Writing for Children

I've been reading The Lottie Project by Jacqueline Wilson to my daughter, Beauty. I have to confess that I look forward to the evening read specifically because this book is so excellent. My first foray into Wilson, and I'm hooked.

The story moves between Charlie's account of her life at school and with her young mother, Jo, and sections excerpted from Charlie's Victorians school project. She has hit upon the idea of writing her project in the form of a kind of diary, the servant girl Lottie's life. Each chapter about Charlie is headed with themes such as 'Family', 'Sunday, 'Courtship' and so on. As the story unfolds, we realize that each chapter is then mirrored or echoed by Lottie, who discusses a parallel theme in her own life. Charlie and Lottie are two halves of the same person, modern day Charlotte, and her imagined understanding of a Victorian underling.

Jo is a single mum. The way Wilson writes about single parent family life opens up the issue in a way that avoids false pathos and sentimental or sanctimonious pity and schadenfreude. The only quibble is that Jo, the mother, comes originally from a very middle class background. This gives plenty of comic fodder in the form of her snobbish parents, who feel she has 'fallen on hard times', and are chary of supporting her in her fallenness. However, what this characterization avoids is opening the Pandora's box of single motherhood for a young woman without the advantages of education that Jo appears to have had. Wilson is still having to rely on the indices of normality which in fact demonstrate privilege. Although Charlie's family unit is not financially well off, it is educationally and culturally above average. She has not been to or heard of the V & A, but this does not automatically correlate with cultural impoverishment. It's made clear that Charlie is clever, and interested in her history project, although not in the same academic way as her friend James Edwards.

Wilson's intention seems to be more to invert the novelistic family norm: she wants to open the notion of the family, and look at other models than the one so often portrayed in fiction for children (although it is surprising how often the family lacks a father, eg Swallows and Amazons, The Farawar Tree series).

Wilson's device of setting her story in the very researching of Charlie's Victorians project is actually much more compelling than the issue of how she treats single motherhood. This gives a fabulous formal structure that is easy for a young reader to grasp and eminently 'literary'. It gives automatic licence to discuss Victorian literature, through the character of the studious James. And it demystifies history, allowing it to be a version of a story among others -- in this case, the rarely shown perspective of the servant girl, forced to live away from her own home, and look after the children of the rich, while unable to see her own mother.

Marjorie Blackman's prose poem Cloud Busting is another fabulously inventive, teasing, and questioning story for children. It takes the perspective of a boy whose erstwhile credibility has rested on being the class bully. A new boy arrives at his school, who looks like a bit of a wimp. Despite himself, Sam makes friends with the new boy, but refuses to display this friendship. One day the boy saves Sam from an oncoming car. This binds them together. The boy tells him that he is allergic to nuts, and asks him not to tell anyone else, but Sam forgets, and tells his so-called best friend, Alex. Alex, for a joke, feeds the boy a peanut butter sandwich, and the boy nearly dies. Sam realizes that he has been a coward, and is the real cause of the accident. The boy stays at the school for a time, but no longer looks at Sam, and eventually his mother takes him out of the school. Sam writes the poem as a response to a task set by his English teacher, incriminating himself, confessing, and meditating on his friendship with the unusual, highly imaginative boy.

The language in the poem is very simple. It is divided into chapter-like sections, each using a distinct rhythm or rhyme scheme which amplifies the unfolding narrative. There are a series of revelations -- not least that Sam is the bully the poem discusses, and that the boy survives the accident -- the impression that he is dead runs through most of the poem. This is heavy stuff for young readers, but Blackman unpeels her real quarry: loyalty, honesty and the nature of friendship. There is more the a suggestion that the boy represents the possibilities of the imagination and of writing, undone by the real world with its hierarchies, sociopathies and instrumentalism.

I have learnt as much from re-reading children's literature or discovering new authors as I ever have from studying French literature. Thank God for good children's writers, the trailblazers for my children's future private pleasures.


TRY IT >>
Output every record exactly, and nothing more.
##### DATA RECORDS
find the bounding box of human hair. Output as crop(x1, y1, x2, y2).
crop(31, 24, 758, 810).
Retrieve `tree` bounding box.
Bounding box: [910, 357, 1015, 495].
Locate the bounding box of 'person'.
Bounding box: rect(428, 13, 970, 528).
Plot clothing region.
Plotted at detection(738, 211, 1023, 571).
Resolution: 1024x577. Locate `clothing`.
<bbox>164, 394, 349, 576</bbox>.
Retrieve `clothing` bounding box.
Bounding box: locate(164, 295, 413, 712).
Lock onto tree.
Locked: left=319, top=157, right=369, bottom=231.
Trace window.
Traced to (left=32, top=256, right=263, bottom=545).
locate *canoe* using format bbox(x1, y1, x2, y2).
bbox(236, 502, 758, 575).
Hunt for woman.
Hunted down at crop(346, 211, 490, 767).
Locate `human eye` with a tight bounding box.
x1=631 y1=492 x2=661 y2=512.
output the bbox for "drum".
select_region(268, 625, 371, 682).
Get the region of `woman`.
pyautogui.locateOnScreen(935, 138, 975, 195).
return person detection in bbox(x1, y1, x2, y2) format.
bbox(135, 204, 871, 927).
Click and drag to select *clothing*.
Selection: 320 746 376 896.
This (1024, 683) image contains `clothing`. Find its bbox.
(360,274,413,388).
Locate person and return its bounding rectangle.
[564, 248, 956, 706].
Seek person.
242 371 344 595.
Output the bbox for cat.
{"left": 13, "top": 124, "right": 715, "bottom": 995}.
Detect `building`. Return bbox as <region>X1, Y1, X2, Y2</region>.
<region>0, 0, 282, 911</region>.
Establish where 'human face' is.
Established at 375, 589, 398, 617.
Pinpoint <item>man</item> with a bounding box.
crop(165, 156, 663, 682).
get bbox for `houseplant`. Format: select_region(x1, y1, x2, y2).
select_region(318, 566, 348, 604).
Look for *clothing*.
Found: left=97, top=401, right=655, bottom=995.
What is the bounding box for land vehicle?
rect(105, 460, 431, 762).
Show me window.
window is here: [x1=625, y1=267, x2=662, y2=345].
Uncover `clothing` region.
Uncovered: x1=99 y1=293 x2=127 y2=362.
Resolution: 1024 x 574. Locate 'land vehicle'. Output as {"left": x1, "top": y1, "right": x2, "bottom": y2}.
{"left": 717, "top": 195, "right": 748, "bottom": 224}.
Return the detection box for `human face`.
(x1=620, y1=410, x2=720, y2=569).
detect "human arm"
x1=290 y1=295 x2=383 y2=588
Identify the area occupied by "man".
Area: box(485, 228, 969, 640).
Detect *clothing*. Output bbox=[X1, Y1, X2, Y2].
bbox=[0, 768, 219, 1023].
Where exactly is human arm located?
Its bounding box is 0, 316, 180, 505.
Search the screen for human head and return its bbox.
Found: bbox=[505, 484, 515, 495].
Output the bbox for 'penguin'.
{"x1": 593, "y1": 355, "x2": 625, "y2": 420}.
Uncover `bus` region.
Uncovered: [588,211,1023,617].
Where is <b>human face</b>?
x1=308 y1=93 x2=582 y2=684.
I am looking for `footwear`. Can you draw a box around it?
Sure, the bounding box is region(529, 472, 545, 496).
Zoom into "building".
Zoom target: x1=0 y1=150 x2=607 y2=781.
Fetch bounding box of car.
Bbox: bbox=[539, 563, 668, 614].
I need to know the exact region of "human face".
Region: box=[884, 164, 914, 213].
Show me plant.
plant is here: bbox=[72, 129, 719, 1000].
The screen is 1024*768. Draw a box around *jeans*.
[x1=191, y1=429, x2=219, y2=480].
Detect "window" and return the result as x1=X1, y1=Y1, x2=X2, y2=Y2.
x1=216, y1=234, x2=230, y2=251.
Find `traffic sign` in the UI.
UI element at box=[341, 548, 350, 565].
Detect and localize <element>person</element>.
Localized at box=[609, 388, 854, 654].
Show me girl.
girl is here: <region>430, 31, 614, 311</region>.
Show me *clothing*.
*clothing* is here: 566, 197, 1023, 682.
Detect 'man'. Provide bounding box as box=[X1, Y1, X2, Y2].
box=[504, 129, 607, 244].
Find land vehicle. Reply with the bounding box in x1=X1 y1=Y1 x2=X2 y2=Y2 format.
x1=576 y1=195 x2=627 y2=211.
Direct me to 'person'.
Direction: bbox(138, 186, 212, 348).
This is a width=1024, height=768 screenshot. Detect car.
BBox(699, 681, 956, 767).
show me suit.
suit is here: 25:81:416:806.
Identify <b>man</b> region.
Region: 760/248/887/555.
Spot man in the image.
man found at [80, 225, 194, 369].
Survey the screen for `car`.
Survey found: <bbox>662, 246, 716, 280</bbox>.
##########
TASK RESULT >>
find the bounding box of human hair. Output as crop(x1, y1, x2, y2).
crop(31, 24, 758, 810).
Retrieve `tree` bounding box.
Bounding box: [910, 357, 1015, 495].
Locate the bounding box of 'person'.
Bounding box: rect(428, 13, 970, 528).
Plot clothing region.
Plotted at detection(738, 211, 1023, 571).
Resolution: 1024x577. Locate `clothing`.
<bbox>164, 394, 349, 576</bbox>.
Retrieve `clothing` bounding box.
Bounding box: locate(164, 295, 413, 712).
Lock onto tree.
Locked: left=319, top=157, right=369, bottom=231.
Trace window.
Traced to (left=32, top=256, right=263, bottom=545).
locate *canoe* using format bbox(x1, y1, x2, y2).
bbox(236, 502, 758, 575).
Hunt for woman.
Hunted down at crop(346, 211, 490, 767).
Locate `human eye` with a tight bounding box.
x1=631 y1=492 x2=661 y2=512.
output the bbox for "drum".
select_region(268, 625, 371, 682).
Get the region of `woman`.
pyautogui.locateOnScreen(935, 138, 975, 195).
return person detection in bbox(x1, y1, x2, y2) format.
bbox(135, 204, 871, 927).
Click and drag to select *clothing*.
Selection: 320 746 376 896.
This (1024, 683) image contains `clothing`. Find its bbox.
(360,274,413,388).
Locate person and return its bounding rectangle.
[564, 248, 956, 706].
Seek person.
242 371 344 595.
Output the bbox for cat.
{"left": 13, "top": 124, "right": 715, "bottom": 995}.
Detect `building`. Return bbox as <region>X1, Y1, X2, Y2</region>.
<region>0, 0, 282, 911</region>.
Establish where 'human face' is.
Established at 375, 589, 398, 617.
Pinpoint <item>man</item> with a bounding box.
crop(165, 156, 663, 682).
get bbox for `houseplant`. Format: select_region(x1, y1, x2, y2).
select_region(318, 566, 348, 604).
Look for *clothing*.
Found: left=97, top=401, right=655, bottom=995.
What is the bounding box for land vehicle?
rect(105, 460, 431, 762).
Show me window.
window is here: [x1=625, y1=267, x2=662, y2=345].
Uncover `clothing` region.
Uncovered: x1=99 y1=293 x2=127 y2=362.
Resolution: 1024 x 574. Locate 'land vehicle'. Output as {"left": x1, "top": y1, "right": x2, "bottom": y2}.
{"left": 717, "top": 195, "right": 748, "bottom": 224}.
Return the detection box for `human face`.
(x1=620, y1=410, x2=720, y2=569).
detect "human arm"
x1=290 y1=295 x2=383 y2=588
Identify the area occupied by "man".
Area: box(485, 228, 969, 640).
Detect *clothing*. Output bbox=[X1, Y1, X2, Y2].
bbox=[0, 768, 219, 1023].
Where exactly is human arm located?
Its bounding box is 0, 316, 180, 505.
Search the screen for human head and return its bbox.
Found: bbox=[505, 484, 515, 495].
Output the bbox for 'penguin'.
{"x1": 593, "y1": 355, "x2": 625, "y2": 420}.
Uncover `bus` region.
Uncovered: [588,211,1023,617].
Where is <b>human face</b>?
x1=308 y1=93 x2=582 y2=684.
I am looking for `footwear`. Can you draw a box around it?
Sure, the bounding box is region(529, 472, 545, 496).
Zoom into "building".
Zoom target: x1=0 y1=150 x2=607 y2=781.
Fetch bounding box of car.
Bbox: bbox=[539, 563, 668, 614].
I need to know the exact region of "human face".
Region: box=[884, 164, 914, 213].
Show me plant.
plant is here: bbox=[72, 129, 719, 1000].
The screen is 1024*768. Draw a box around *jeans*.
[x1=191, y1=429, x2=219, y2=480].
Detect "window" and return the result as x1=X1, y1=Y1, x2=X2, y2=Y2.
x1=216, y1=234, x2=230, y2=251.
Find `traffic sign` in the UI.
UI element at box=[341, 548, 350, 565].
Detect and localize <element>person</element>.
Localized at box=[609, 388, 854, 654].
Show me girl.
girl is here: <region>430, 31, 614, 311</region>.
Show me *clothing*.
*clothing* is here: 566, 197, 1023, 682.
Detect 'man'. Provide bounding box as box=[X1, Y1, X2, Y2].
box=[504, 129, 607, 244].
Find land vehicle. Reply with the bounding box in x1=X1 y1=Y1 x2=X2 y2=Y2 format.
x1=576 y1=195 x2=627 y2=211.
Direct me to 'person'.
Direction: bbox(138, 186, 212, 348).
This is a width=1024, height=768 screenshot. Detect car.
BBox(699, 681, 956, 767).
show me suit.
suit is here: 25:81:416:806.
Identify <b>man</b> region.
Region: 760/248/887/555.
Spot man in the image.
man found at [80, 225, 194, 369].
Survey the screen for `car`.
Survey found: <bbox>662, 246, 716, 280</bbox>.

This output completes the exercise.